Let's examine how major platforms implement presence:
Slack:
Discord:
WhatsApp:
Microsoft Teams:
| Platform | Push/Pull | Multi-Device | Rich Status | Privacy Controls |
|---|---|---|---|---|
| Slack | Hybrid (push to active, poll otherwise) | Primary device wins | Custom status + expiry | Per-workspace |
| Discord | Push (WebSocket) | Most-present-wins | Game activity, Spotify, streaming | Invisible mode |
| Lazy pull (on chat open) | Any device = online | Minimal (just online/offline) | Granular last seen | |
| Teams | Push (SignalR) | Calendar-aware | Calendar integration, OOF | Enterprise admin controls |
| Zoom | Push (when in meeting view) | Meeting presence only | In meeting / screen sharing | Limited |
Notice that each platform tailors presence to its use case. Slack optimizes for workplace collaboration (calendar integration, workspace-scoping). Discord optimizes for gaming communities (game activity, streaming status). WhatsApp optimizes for privacy (minimal, lazy presence). Design your presence system for your specific user context.

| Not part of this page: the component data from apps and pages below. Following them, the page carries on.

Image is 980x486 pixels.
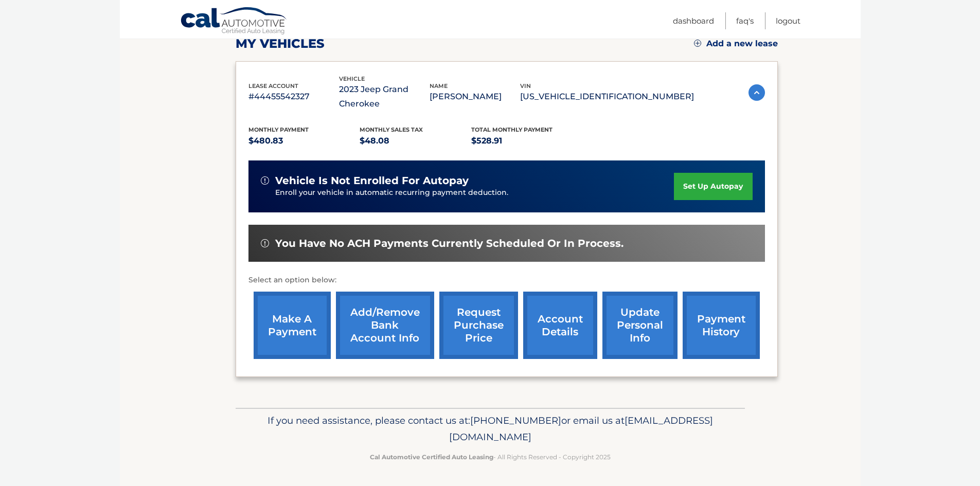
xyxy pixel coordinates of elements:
[242,413,738,446] p: If you need assistance, please contact us at: or email us at
[439,292,518,359] a: request purchase price
[275,175,468,187] span: vehicle is not enrolled for autopay
[180,6,288,37] a: Cal Automotive
[523,292,597,359] a: account details
[693,39,777,49] a: Add a new lease
[470,415,561,427] span: [PHONE_NUMBER]
[520,82,531,89] span: vin
[360,126,422,133] span: Monthly sales Tax
[736,13,753,30] a: FAQ's
[249,274,765,287] p: Select an option below:
[682,292,760,359] a: payment history
[275,187,674,199] p: Enroll your vehicle in automatic recurring payment deduction.
[260,177,269,185] img: alert-white.svg
[339,75,365,82] span: vehicle
[249,89,339,104] p: #44455542327
[249,82,299,89] span: lease account
[253,292,331,359] a: make a payment
[339,82,429,111] p: 2023 Jeep Grand Cherokee
[429,82,448,89] span: name
[260,239,269,247] img: alert-white.svg
[449,415,712,443] span: [EMAIL_ADDRESS][DOMAIN_NAME]
[275,237,623,250] span: You have no ACH payments currently scheduled or in process.
[249,126,308,133] span: Monthly Payment
[602,292,677,359] a: update personal info
[748,85,765,101] img: accordion-active.svg
[236,36,325,51] h2: my vehicles
[242,451,738,463] p: - All Rights Reserved - Copyright 2025
[370,454,494,461] strong: Cal Automotive Certified Auto Leasing
[672,13,714,30] a: Dashboard
[471,134,583,148] p: $528.91
[776,13,800,30] a: Logout
[360,134,471,148] p: $48.08
[674,173,752,200] a: set up autopay
[693,39,701,46] img: add.svg
[520,89,693,104] p: [US_VEHICLE_IDENTIFICATION_NUMBER]
[471,126,553,133] span: Total Monthly Payment
[336,292,434,359] a: Add/Remove bank account info
[429,89,520,104] p: [PERSON_NAME]
[249,134,360,148] p: $480.83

Presence systems are foundational to real-time applications, providing the "is anyone there?" signal that makes digital communication feel human.
You now understand how to design and implement presence systems at scale. Next, we'll explore Real-Time Collaboration—the techniques that power Google Docs, Figma, and other multi-user editing experiences, including operational transformation and CRDTs.